I had a woman come to see me on Saturday who was totally frantic. She lives in a shorthold tenancy, but has been given notice to move at the beginning of April. Not only can she not find any accommodation for herself and her two children, but the freehold owners have sent her the ground rent bill, which is the liability of the landlord, who is evicting her. That is real life in the Gorton constituency. When somebody does manage to get rehoused—such as a constituent who was a victim of the bedroom tax who came to see me the week before—the consequences are so confusing or even catastrophic that they lead to potential eviction from the new home.

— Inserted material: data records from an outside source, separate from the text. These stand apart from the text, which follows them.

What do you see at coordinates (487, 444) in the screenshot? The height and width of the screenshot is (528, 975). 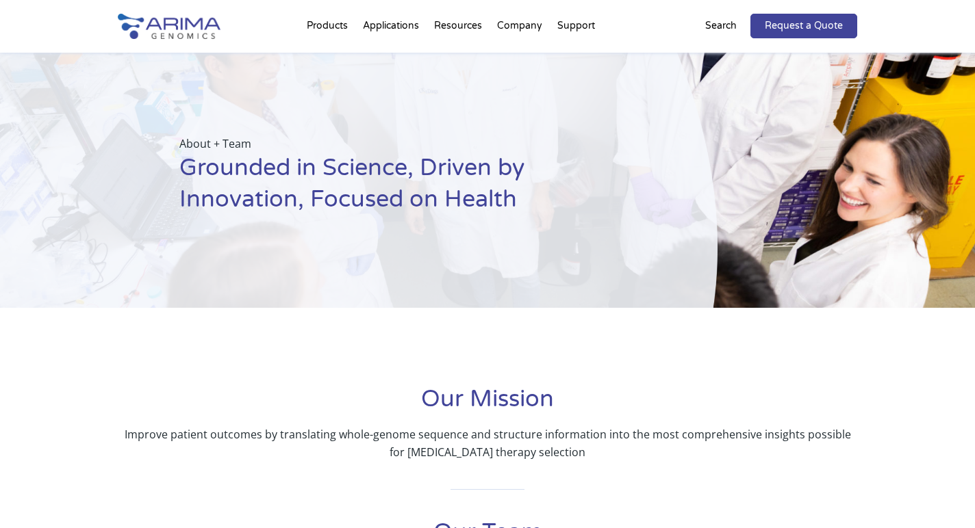 I see `p: Improve patient outcomes by translating whole-genome sequence and structure information into the ...` at bounding box center [487, 444].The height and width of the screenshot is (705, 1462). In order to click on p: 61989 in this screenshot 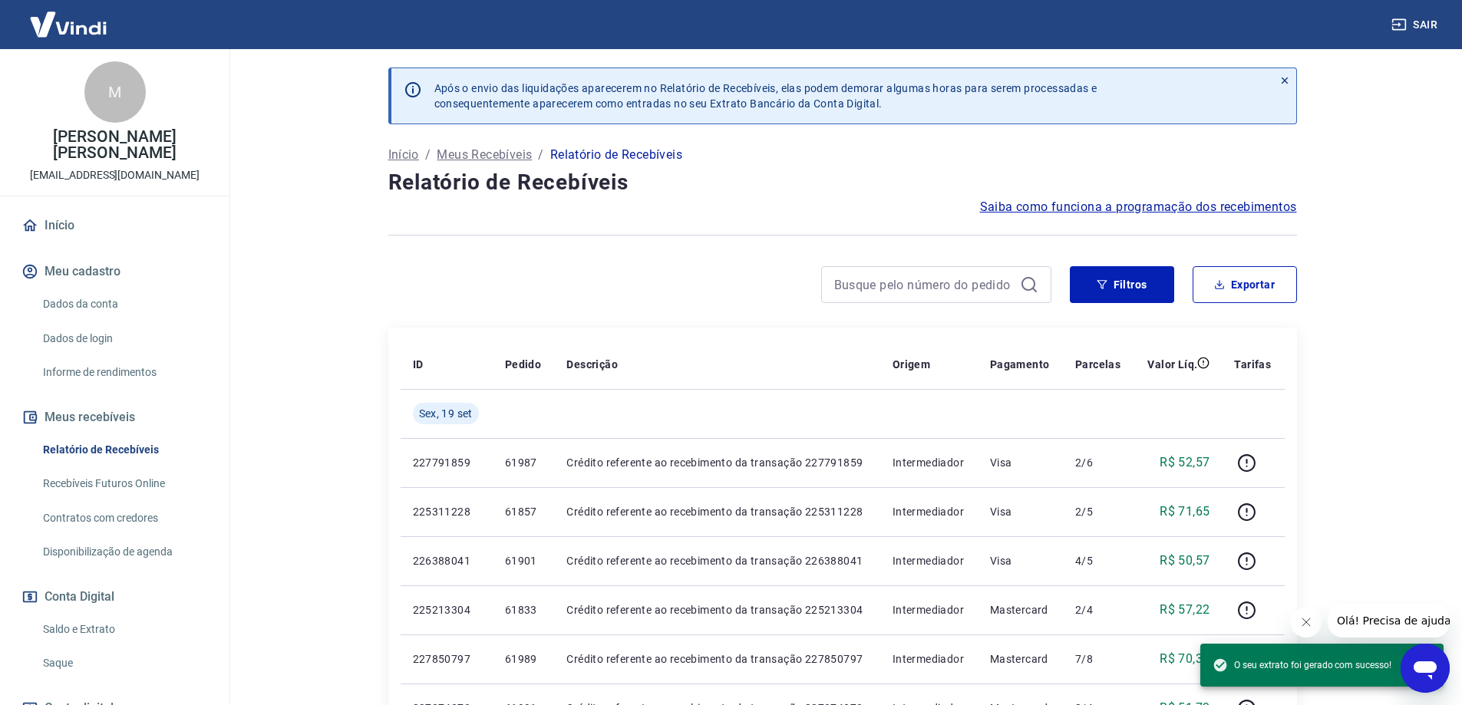, I will do `click(524, 659)`. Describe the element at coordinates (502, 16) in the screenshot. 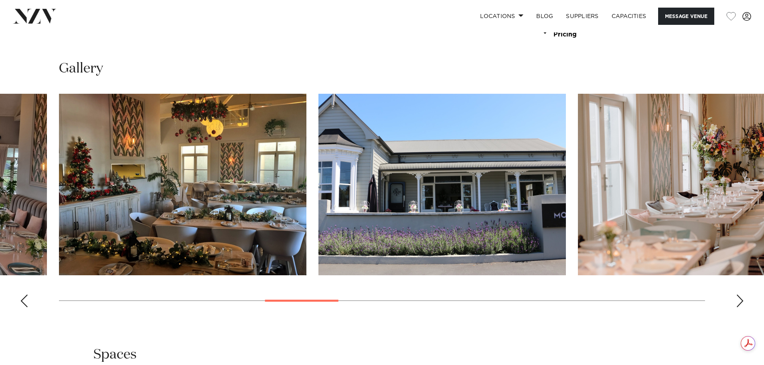

I see `a: Locations` at that location.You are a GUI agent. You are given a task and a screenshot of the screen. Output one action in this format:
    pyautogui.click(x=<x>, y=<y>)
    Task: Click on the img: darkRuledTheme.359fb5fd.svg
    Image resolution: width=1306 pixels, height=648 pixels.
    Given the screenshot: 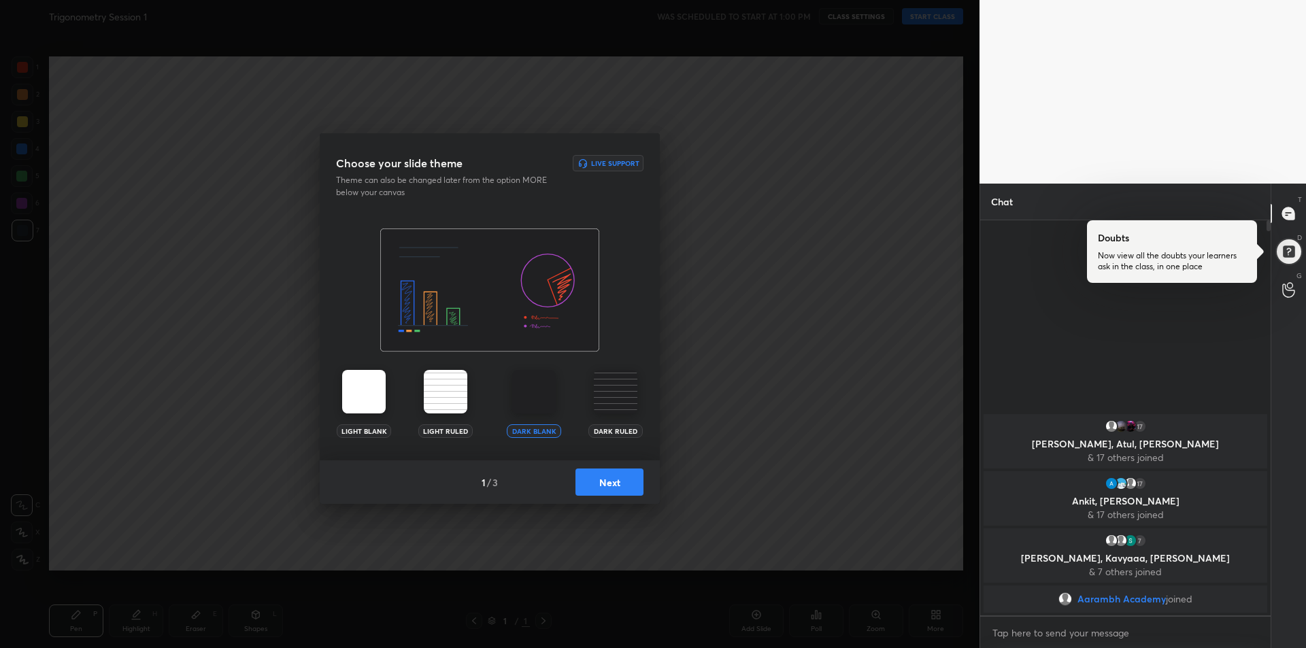 What is the action you would take?
    pyautogui.click(x=616, y=392)
    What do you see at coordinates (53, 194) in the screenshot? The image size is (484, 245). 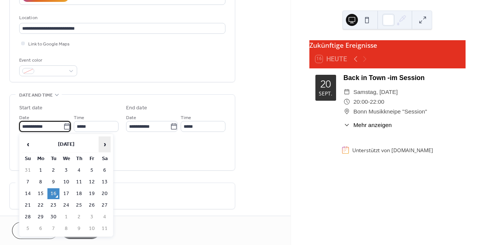 I see `td: 16` at bounding box center [53, 194].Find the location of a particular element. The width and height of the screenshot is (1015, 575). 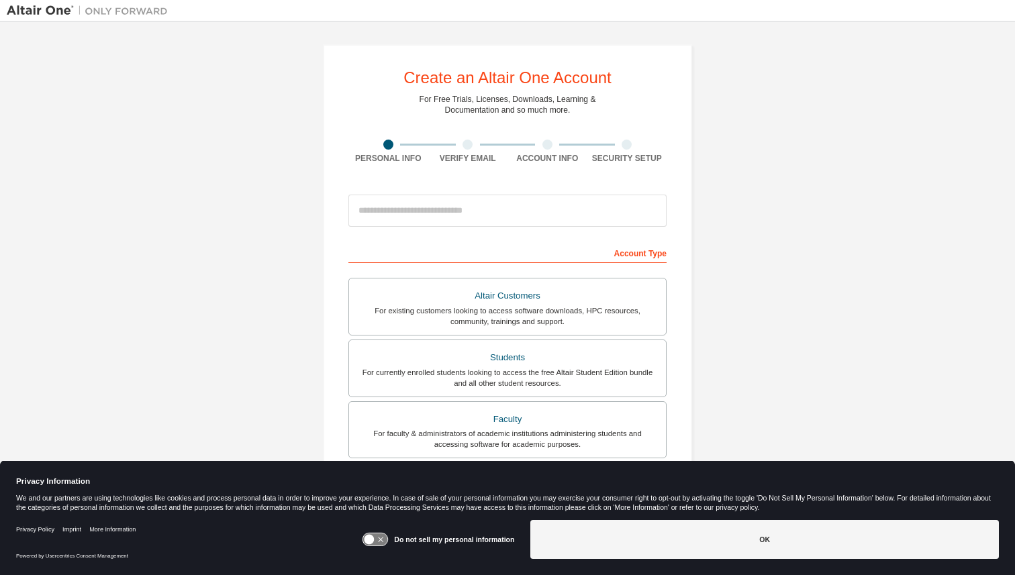

div: Account Type is located at coordinates (508, 252).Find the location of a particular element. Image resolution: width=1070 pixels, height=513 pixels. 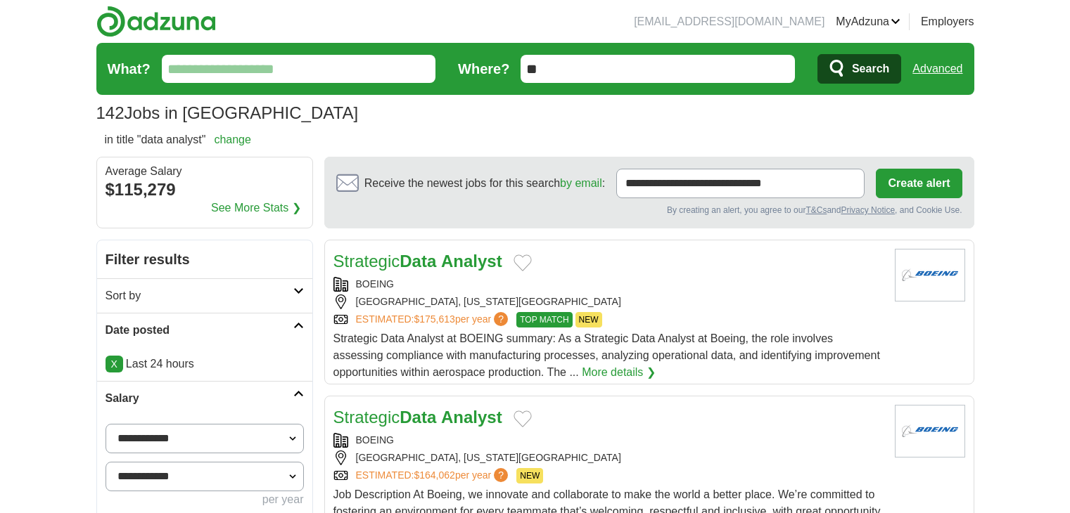

a: Sort by is located at coordinates (205, 295).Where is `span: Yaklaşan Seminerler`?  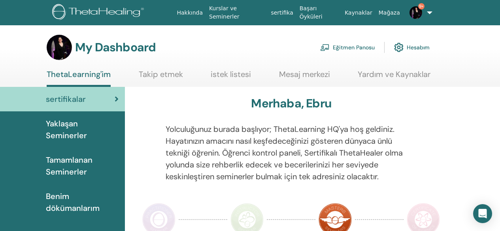
span: Yaklaşan Seminerler is located at coordinates (82, 130).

This is real life, not the theorising of the Liberal Democrats—we remember them in Manchester, which is why this year there will be no Liberal Democrats left on the city council—or the Tories. What they are doing—and they are doing it with great calculation, because of its political implications—is transferring tax liability from the better-off, who they hope will vote for them, to the disabled, who will not vote for them. This Government build castles in the air. They do not build houses and they make life hell by causing tragic difficulties for people who are in houses. The Government create misery wherever they go, and the sooner they go, the better.